Why don't we get at it?

"Come Fly with Me"

Hot Diggity Dawg! I am so excited I can hardly stay in my seat.

Which, when you come to think of it, is a pretty strange reaction to my having been to a scientific/engineering conference, namely the 'Third NASA Conference on Radiation Energy Conversion;" or is it? Before I'm through with this chapter, I hope to have you jumping out of your chairs too.

The conference title doesn't tell much; but look at the session titles, and maybe it will begin to dawn. Laser Energy Conversion; Space Solar Power; Radiation Enhanced Chemistry, Solar Pumped Lasers. No? Well, I admit that the bare titles didn't exactly turn me on, either. I did have to attend: so far as I know I published the first science fiction story in which spacecraft are launched by ground-based lasers ("High Justice," which is included in the book by the same name, available from Pocket Books if you haven't bought it yet) and one paper was to be on laser-powered spaceflight. If that wasn't enough, there were also papers on solar-power satellites, and given my interest in both energy and space that's impossible to pass up.

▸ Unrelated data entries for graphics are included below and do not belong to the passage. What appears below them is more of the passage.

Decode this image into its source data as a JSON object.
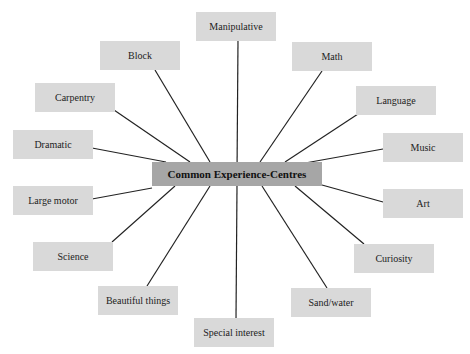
{
  "diagram": {
    "type": "hub-and-spoke",
    "center": {
      "label": "Common Experience-Centres"
    },
    "nodes": [
      {
        "label": "Manipulative"
      },
      {
        "label": "Block"
      },
      {
        "label": "Math"
      },
      {
        "label": "Carpentry"
      },
      {
        "label": "Language"
      },
      {
        "label": "Dramatic"
      },
      {
        "label": "Music"
      },
      {
        "label": "Large motor"
      },
      {
        "label": "Art"
      },
      {
        "label": "Science"
      },
      {
        "label": "Curiosity"
      },
      {
        "label": "Beautiful things"
      },
      {
        "label": "Sand/water"
      },
      {
        "label": "Special interest"
      }
    ],
    "colors": {
      "node_fill": "#d9d9d9",
      "center_fill": "#a6a6a6",
      "line": "#222222"
    }
  }
}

Those papers were excellent, and I'll tell you about them in due time; but the real kicker was presented by Kenneth Sun, a graduate student at the University of Washington, the paper itself co-authored with his professor, Dr. Abraham Hertzberg. It was called "Laser Aircraft Propulsion" and who'd have thought it would be the liveliest thing I've heard all year?

But it was. One of the problems with advocating space exploration is answering the question "Yes, but how can we make any
money
out of it? How can investments be paid off? Don't tell me about new knowledge and all that, or about pie-in-the-sky fifty years from now; what I want to know is, how can we
profit
in a reasonable time?"

And the answer to that one is hard to come up with. As I discussed in the column on space industries, we have a number of concepts that look good to make money: manufacture of exotic materials such as high-coercive-strength magnets, which is easy in zero-gravity and very costly here on Earth; biochemical research; and of course space power beamed down to Earth; but every one of those is a "maybe" because of the unknown costs and unpredictable market for the products. (Energy will have a predictable market, but the cost of space
power
satellites is so very large compared to the same costs for kilowatts here on Earth that you need faith to invest in SPS.)

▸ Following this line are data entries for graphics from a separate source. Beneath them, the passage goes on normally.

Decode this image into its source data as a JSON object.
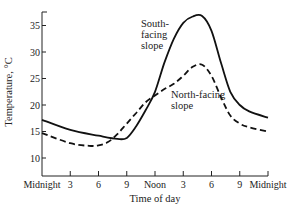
{
  "chart_data": {
    "type": "line",
    "title": "",
    "xlabel": "Time of day",
    "ylabel": "Temperature, °C",
    "x_ticks": [
      {
        "hour": 0,
        "label": "Midnight"
      },
      {
        "hour": 3,
        "label": "3"
      },
      {
        "hour": 6,
        "label": "6"
      },
      {
        "hour": 9,
        "label": "9"
      },
      {
        "hour": 12,
        "label": "Noon"
      },
      {
        "hour": 15,
        "label": "3"
      },
      {
        "hour": 18,
        "label": "6"
      },
      {
        "hour": 21,
        "label": "9"
      },
      {
        "hour": 24,
        "label": "Midnight"
      }
    ],
    "y_ticks": [
      10,
      15,
      20,
      25,
      30,
      35
    ],
    "xlim": [
      0,
      24
    ],
    "ylim": [
      6.6,
      37.5
    ],
    "grid": false,
    "legend": "none (inline annotations)",
    "series": [
      {
        "name": "South-facing slope",
        "style": "solid",
        "label_lines": [
          "South-",
          "facing",
          "slope"
        ],
        "x": [
          0,
          3,
          6,
          8,
          9,
          10,
          11,
          12,
          13,
          14,
          15,
          16,
          17,
          18,
          19,
          20,
          21,
          22,
          24
        ],
        "values": [
          17.2,
          15.3,
          14.2,
          13.6,
          13.8,
          16,
          19,
          22.5,
          28,
          32.5,
          35.5,
          36.7,
          36.8,
          34,
          28,
          22.5,
          20,
          18.8,
          17.6
        ]
      },
      {
        "name": "North-facing slope",
        "style": "dashed",
        "label_lines": [
          "North-facing",
          "slope"
        ],
        "x": [
          0,
          3,
          5,
          6,
          7,
          8,
          9,
          10,
          11,
          12,
          13,
          14,
          15,
          16,
          17,
          18,
          19,
          20,
          21,
          22,
          24
        ],
        "values": [
          14.7,
          12.8,
          12.3,
          12.4,
          13,
          14.5,
          16.5,
          18.5,
          20.5,
          21.8,
          23,
          24,
          25.5,
          27.2,
          27.6,
          25.5,
          21.5,
          18,
          16.5,
          15.8,
          15
        ]
      }
    ]
  }
}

Comes now Sun and Hertzberg to give an answer to that question.

We'll pay for space satellites by using them to power airplanes; and the savings will come in money we don't have to pay the Arabs for kerosene (otherwise known as jet fuel).

Sun and Hertzberg are quite serious—and their concept uses nothing but off-the-shelf technology. The airplane is a present-day machine; by a coincidence that hardly surprises you, the Seattle team studied a Boeing airplane. The aircraft is just barely modified: the regular engines and fuel tanks are left intact. The tail (vertical stabilizer) is twinned for reasons which will be obvious in a moment; otherwise the only modification is the addition of a new engine on top of the fuselage.

The engine looks like a regular turbofan jet engine, except that in the middle, where the combustion chamber would be if it ran on kerosene, they've placed a big box-like heat exchanger. The top of the heat exchanger is a laser target. Laser energy shines onto the target; heat goes into the system; air comes in from the front through a compressor, and is heated, just like in a regular jet engine, except that instead of getting the heat from burning kerosene it gets it from the heat exchanger; and lo, the airplane flies.

It takes off under normal kerosene power. It carries aboard enough fuel to go some 900 kilometers if it loses the laser power. It lands with its usual engines. True, there's a bit of drag from the additional engine up on top, but the reduced fuel load more than compensates. Understand, Sun and Hertzberg have made no attempt to optimize the system. They have taken an existing aircraft and (on paper—no working model yet) modified it. Everything is to be kept simple.

Kerosene at present sells for about $1.00 a gallon. It is hardly unrealistic to assume that within a few years the price will be $1.00 a liter, or about $4.00/gallon. Thus the saving is significant, given what a jet plane consumes while flying.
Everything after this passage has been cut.